Account Linking with passportjs in 3 minutes

What is Account Linking
Account linking is a great way to let users connect their existing accounts (i.e. Google, Facebook, Twitter, GitHub, e.t.c.) to a site’s account. Let’s say we have several social accounts and we’d love to let users log in with a social account at that specific time or a time in the future, all we have to do is to link them together.
For this article, we’d only cover linking a local account to a GitHub account using passport.js.
How Passport.js Approached Authentication/Authorization with GitHub
This was stated on their README. It does the basic thing — findOrCreate a profile, nothing more.
This implementation is not good if you have account linking in mind because all it does is to create a new account if the githubId isn’t found and if it’s found, it authorizes them. But, let’s say we try to authenticate them with a different provider — let’s say Facebook, it means we’d have a create a new account, thereby having several accounts for one user.
How I Initially Approached Account Linking
What I tried doing was — to match users by their email addresses because I believe an email address is unique to a specific user.
An email to a user (one-to-one mapping) did seem to be the breakthrough as shown in the code snippet — If an email is found, add the GitHub provider to the user’s account and if not found, create a new account with GitHub. Subsequent requests made to authorize the user with GitHub provider or any other providers lead to not having duplicate accounts.
I opened a Facebook account a long time ago with a Yahoo(Mail). Few years after creating the account, I heard about how great Google(Mail) is — and decided to create an account with them. Few months after having a GMAIL account, I registered on GitHub and decided to use the new GMAIL account since it’s pretty cool.
Our implementation did solve a problem and it thus, seem linked. But It’s not entirely accepted simply because users may use different email addresses in the various existing accounts like I did.
A Better Approach To Account Linking
I stated reasons above why we won’t be using that, so what are we going to use? Let’s see, in the code snippet below.
Oops! It’s pretty longer than the previous implementation, and pretty much like the initial passport’s approach to authentication. So, what’s new:
- passReqToCallback: This passes the request object to GitHubStrategy. That was fairly easy to guess. With the request object we’d be able to know if the user is authenticated. If the user is then authenticated, it means the user need to be authorized i.e. granted access to use GitHub next time.
- nextRoute: This was something I came up with to throw the user to a specific route after authorization. cb() takes an optional third parameter info, which can take anything you pass to it. Here, we’re passing the next route.
Let’s now see how we can make use of this nextRoute feature in the code snippet below leveraging passport’s custom callbacks.
Instead of making use of the regular callbacks, I decided to create a pretty cool one. This one takes info as the third argument, and it uses ES6 destructuring to take just the next route off it.
How it works is fairly simple — If we have a next route (throw the user to the next route), which means we’re authenticated already and only need add the provider details to the user account. If we don’t have a next route (throw the user to the root route) after being authenticated and save the provider details.
You may want to customize all of these to soothe your needs, feel free to do that. And, you might also want to check out a full implementation I made few weeks ago.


What you are asked to do:
Below are the records; return exactly the lines from the one with "At what (x,y)" through the final line, both included, minus any pictures.

Information supplied: Begin

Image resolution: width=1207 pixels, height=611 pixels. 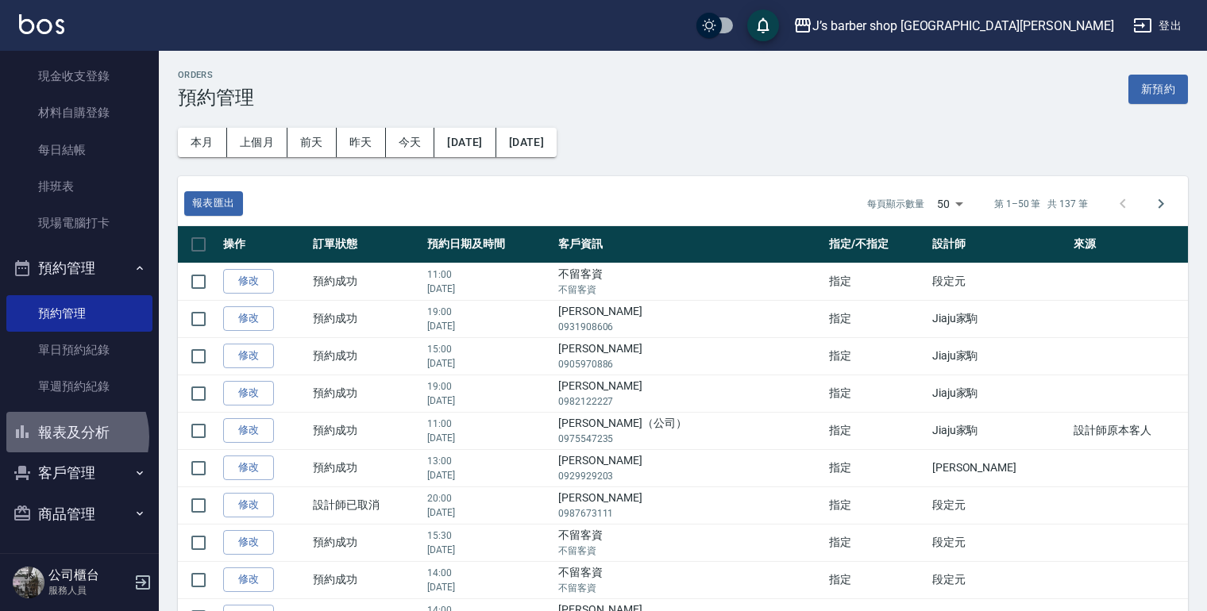 I want to click on p: 每頁顯示數量, so click(x=895, y=204).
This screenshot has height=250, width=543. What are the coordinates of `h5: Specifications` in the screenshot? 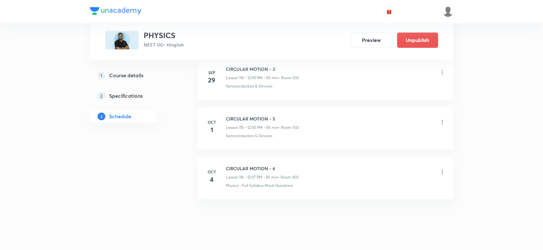 It's located at (126, 96).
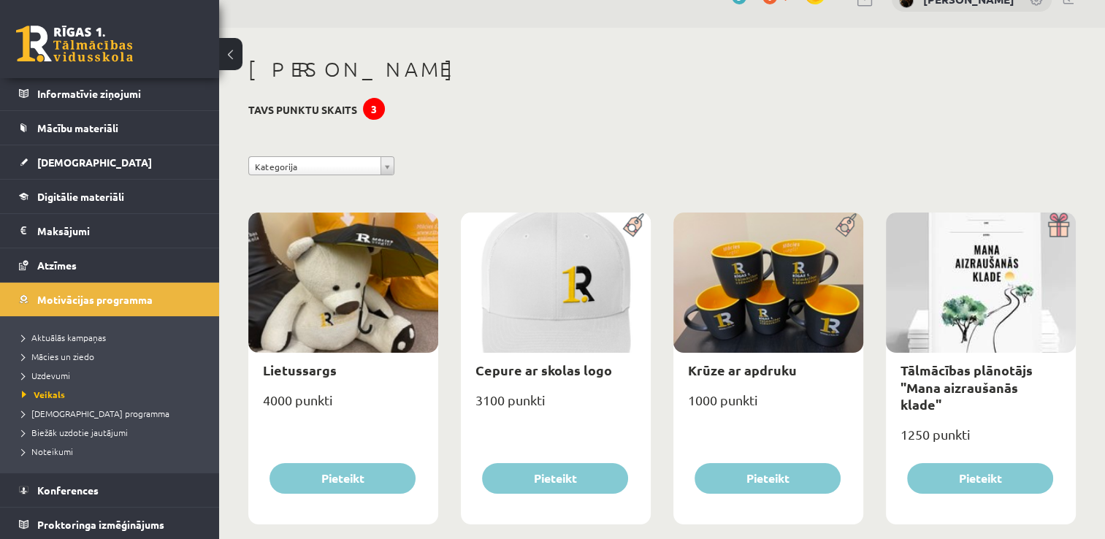  Describe the element at coordinates (110, 128) in the screenshot. I see `a: Mācību materiāli` at that location.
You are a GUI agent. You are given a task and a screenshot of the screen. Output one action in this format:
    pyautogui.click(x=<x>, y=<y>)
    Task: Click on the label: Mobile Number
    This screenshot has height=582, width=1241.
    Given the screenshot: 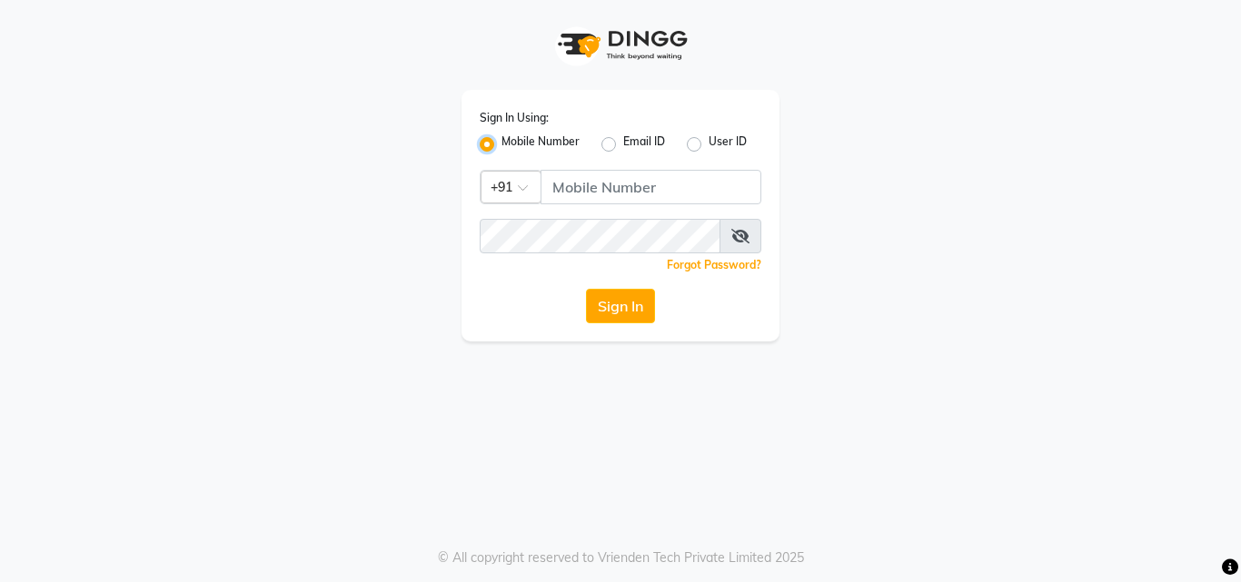 What is the action you would take?
    pyautogui.click(x=541, y=144)
    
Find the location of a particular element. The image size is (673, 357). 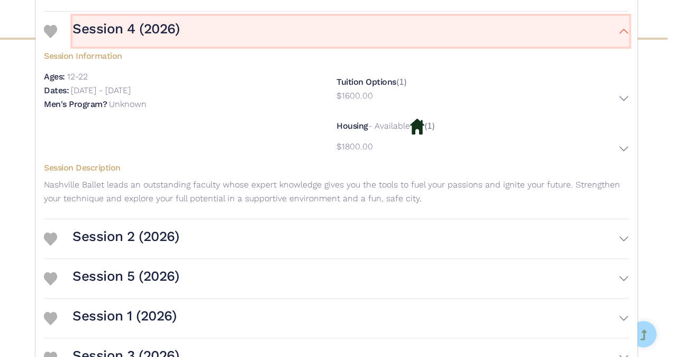

h3: Session 5 (2026) is located at coordinates (125, 276).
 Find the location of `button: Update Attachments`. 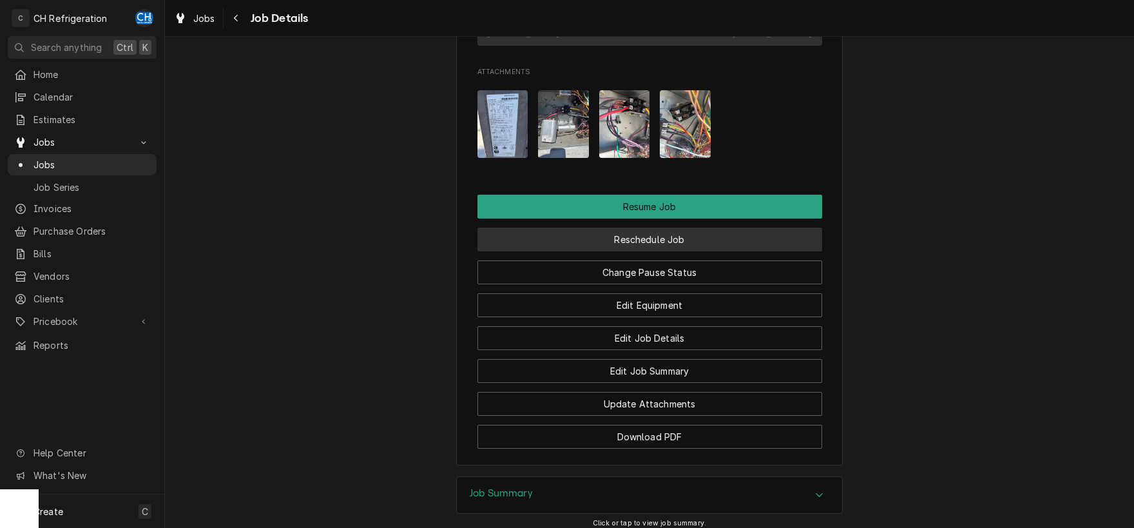

button: Update Attachments is located at coordinates (649, 403).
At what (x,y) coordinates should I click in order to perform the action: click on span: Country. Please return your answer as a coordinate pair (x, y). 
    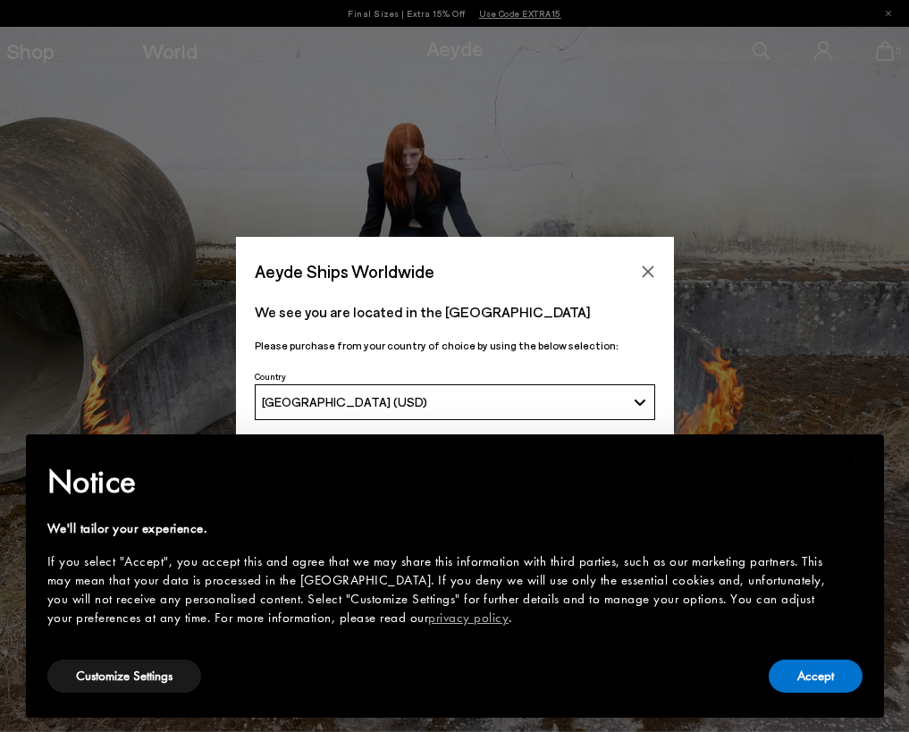
    Looking at the image, I should click on (270, 376).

Information supplied: End

Answer space:
At what (x,y) coordinates should I click in order to perform the action: click on span: Country. Please return your answer as a coordinate pair (x, y). 
    Looking at the image, I should click on (270, 376).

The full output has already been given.